Yediot Aharonot looks at the question: What if the elimination of Osama bin-Laden was carried out by the IDF
and not by the US armed forces. „Would there not be an immediate outcry – murder without trial? Is it possible, in such a sensitive situation, to allow the army to investigate itself? How was it decided to throw his body to sea without first consulting with his family? The author also notes that „On such a critical issue, it is impossible to avoid a petition to the High Court of Justice, which is on record for having dealt with the issue of targeted assassinations and has written a learned opinion on the matter.”
Ma’ariv opines that „US President Barack Obama is the big winner this week. Within three days he presented his birth certificate, as well as the death certificate of his biggest enemy. Although it is impossible to say that the world is a safer place this morning, after the elimination of Osama bin Laden, when every wolf and leper will try to perpetrate a juicy revenge attack. But on the other hand, the world this morning is a better world.”
Yisrael Hayom argues that „The leaders of the Arab world responded cautiously to the elimination [of Osama bin-Laden]. The general Arab population, paradoxically, has expressed empathy to the leader who brought about the miracle of the struggle against the West. The only one who dared to say exactly what he thinks was Hamas Prime Minister Ismail Haniyeh who mourned the assassination of the fighter of Jihad by the Americans, the enemies of Arabs and Islam.”
The Jerusalem Post states that “while it is clear to most people that the downfall of a mastermind of terrorism is a cause for celebration, similar common sense is not being universally applied to the rise of another terrorist force, Hamas,” and wonders at the outlook some senior world leaders who apparently “believe that Fatah’s alliance with the Israel-loathing Hamas might somehow serve the cause of peace,” despite the fact that Ismail Haniyeh, head of the Hamas administration in the Gaza Strip, had no compunction about calling bin Laden a martyr and his killers criminals. The editor points out that “Hamas’s predictably despicable reto bin Laden’s death is yet another reminder to those countries that value freedom and denounce terrorism that the global terror chieftain and the Palestinian terrorist movement fall into the same category,” and adds: “How ironic and how tragic that, even as millions in nations around the world spontaneously celebrate the death of one of history’s most evil terror masterminds, another toxic terrorist network is being afforded growing legitimacy in some of the very same nations.”
Haaretz states that if, as a result on the successful elimination of Osama Bin Laden by US forces, “Obama becomes stronger domestically, that could – and should – drive his administration to make a more aggressive effort to bring peace to the Middle East. If Prime Minister Benjamin Netanyahu and Palestinian Authority President Mahmoud Abbas have yet to internalize that, it would be best for them to hear it directly from Obama.”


## Your objective
If a picture appears among the records, leave it out and set down everything else exactly as it stands.

## Supplied information

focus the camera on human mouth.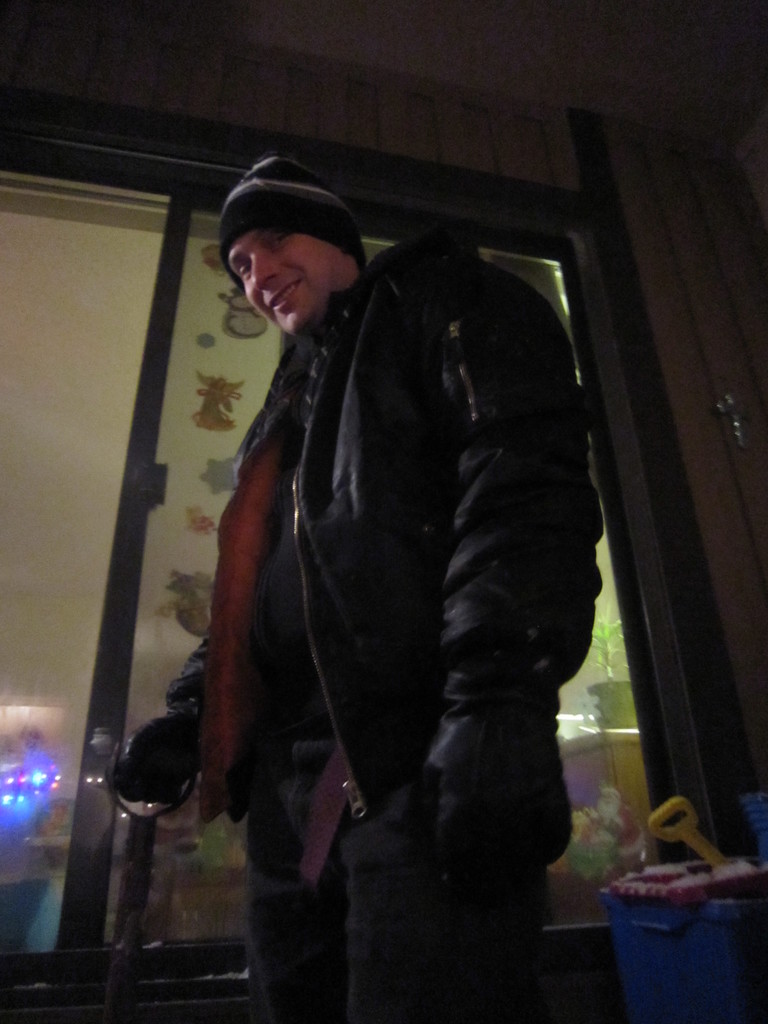
Focus region: 266,274,299,309.
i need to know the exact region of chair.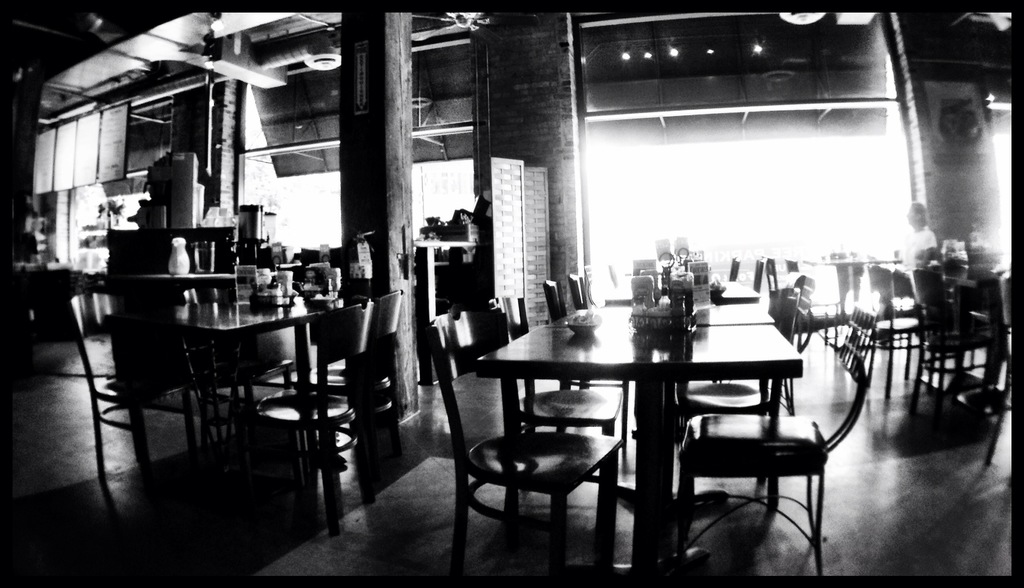
Region: rect(256, 303, 374, 540).
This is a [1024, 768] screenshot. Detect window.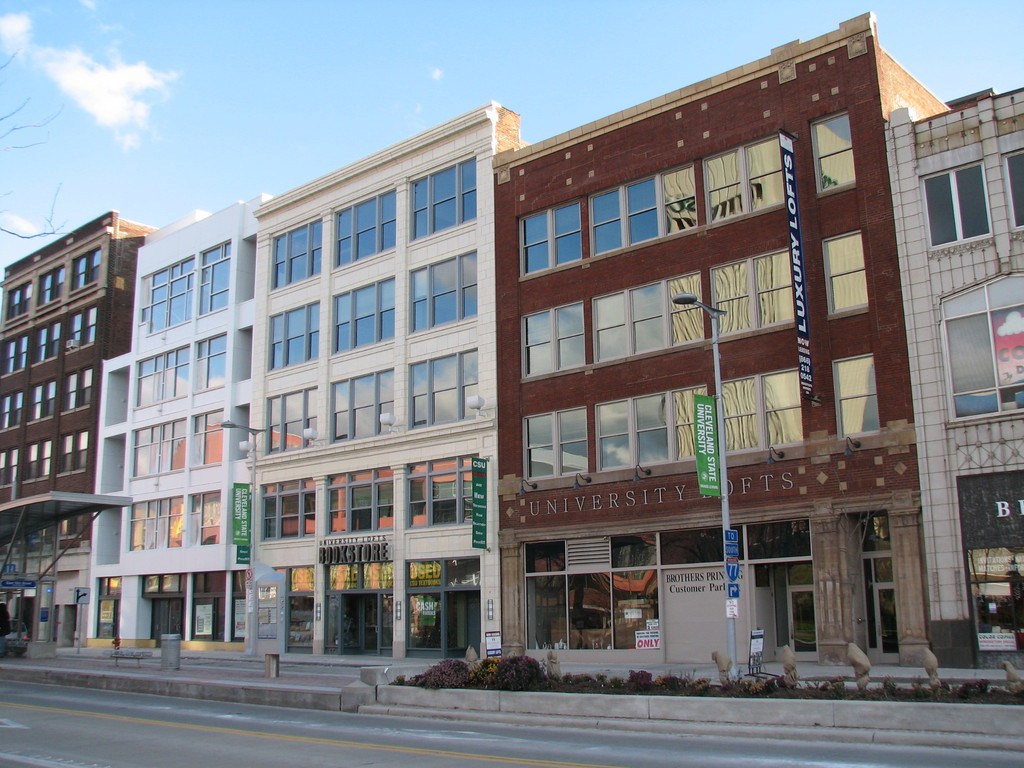
[36, 264, 70, 312].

## Your solution
focus the camera on human mouth.
Focus region: 266,274,299,309.
i need to know the exact region of chair.
Region: rect(256, 303, 374, 540).
This is a [1024, 768] screenshot. Detect window.
[36, 264, 70, 312].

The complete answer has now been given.